In 2011, Menon began working with Songbound, an initiative that sets up and sustains choirs for marginalized children in India. For more than five years, she facilitated song-writing sessions with children of commercially sexually exploited women, and other groups of marginalized youth.

 “Through my work with these young people, I realized that I needed more understanding of the role that music was playing in our lives,” says Menon.

To gain that understanding, Menon came to Laurier’s Community Music program. “Through the program I met some incredible musicians and activists, both within Laurier and also outside Laurier,” she says. “I definitely want to express my gratitude to the entire Faculty of Music at Laurier, our mentor Dr Gerard Yun and the three women at Laurier who continue to inspire me, Mary Joy Philip, Professor Deanna Yerichuk and Isabel Cisterna Pino.” Menon also experienced deeply connecting musical experiences with her peers.

 

Temara Menon and other YUVA arts project team members

“In the first year of the Community Music program, I was new here, and I was very nervous about what my experience was going to be like,” she says. “But there used to be a piano right outside the music building, and we would just gather there. No matter how cold it was, we’d gather there and we would make music together. Sometimes it was pleasant to listen to and sometimes it wasn’t, but it was so much fun.”

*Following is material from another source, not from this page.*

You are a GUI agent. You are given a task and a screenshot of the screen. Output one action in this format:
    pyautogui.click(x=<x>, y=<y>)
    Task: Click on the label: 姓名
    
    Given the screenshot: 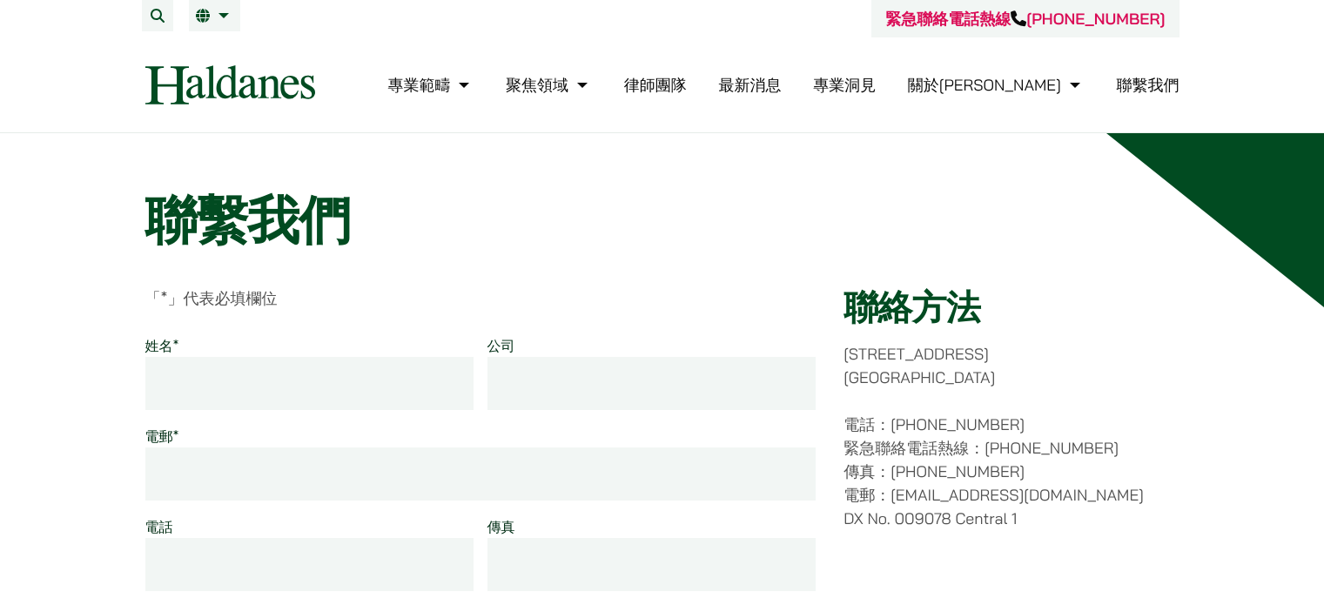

The Community Music program also connected Menon to the world of community arts-based programs for youth in Canada.

Together with YUVA team members Olivia Maveal, Lisette Pineau, Sara Pickard and Giorgia Benazzi, Menon started the YUVA Arts Project, an organization dedicated to bringing together marginalized youth from various cultures to create change through the arts. The YUVA Arts Project organized the first exchange between newcomer and Indigenous youth in Canada and marginalized youth in India. 

“Having worked with youth here and finding some parallels between newcomer youth and Indigenous youth in the area, such as displacement and integration,” she says, “I decided that there could be an exchange that happens between these three youth populations, and they could use arts-based methods to actually tell their stories and also dream about their future selves.” (is she referencing India in this paragraph? I am not sure).

While travel restrictions due to COVID-19 have limited the YUVA Arts Project’s offerings temporarily, Menon and her team are making the most of this time. “Personally, as an immigrant, the pandemic has affected my ability to visit my family and also to meet the youth back home,” she says. She thought she would be travelling more this fall and meeting with youth, but the pandemic had others plans. 

“This time has also helped us in many ways, in that we’ve used this time to reflect, assess, and evaluate what happened last year with the project, to think about who we are as a team and how we would like to move forward.”

As a 2020 graduate, Menon advises current and future Community Music students not to shy away from being uncomfortable. “Try to find ways to be more comfortable with being uncomfortable, because that’s when you actually start learning and start growing,” she says. 

“And take advantage of the faculty members,” Menon adds. “The professors are so approachable and invested in what their students want to do.”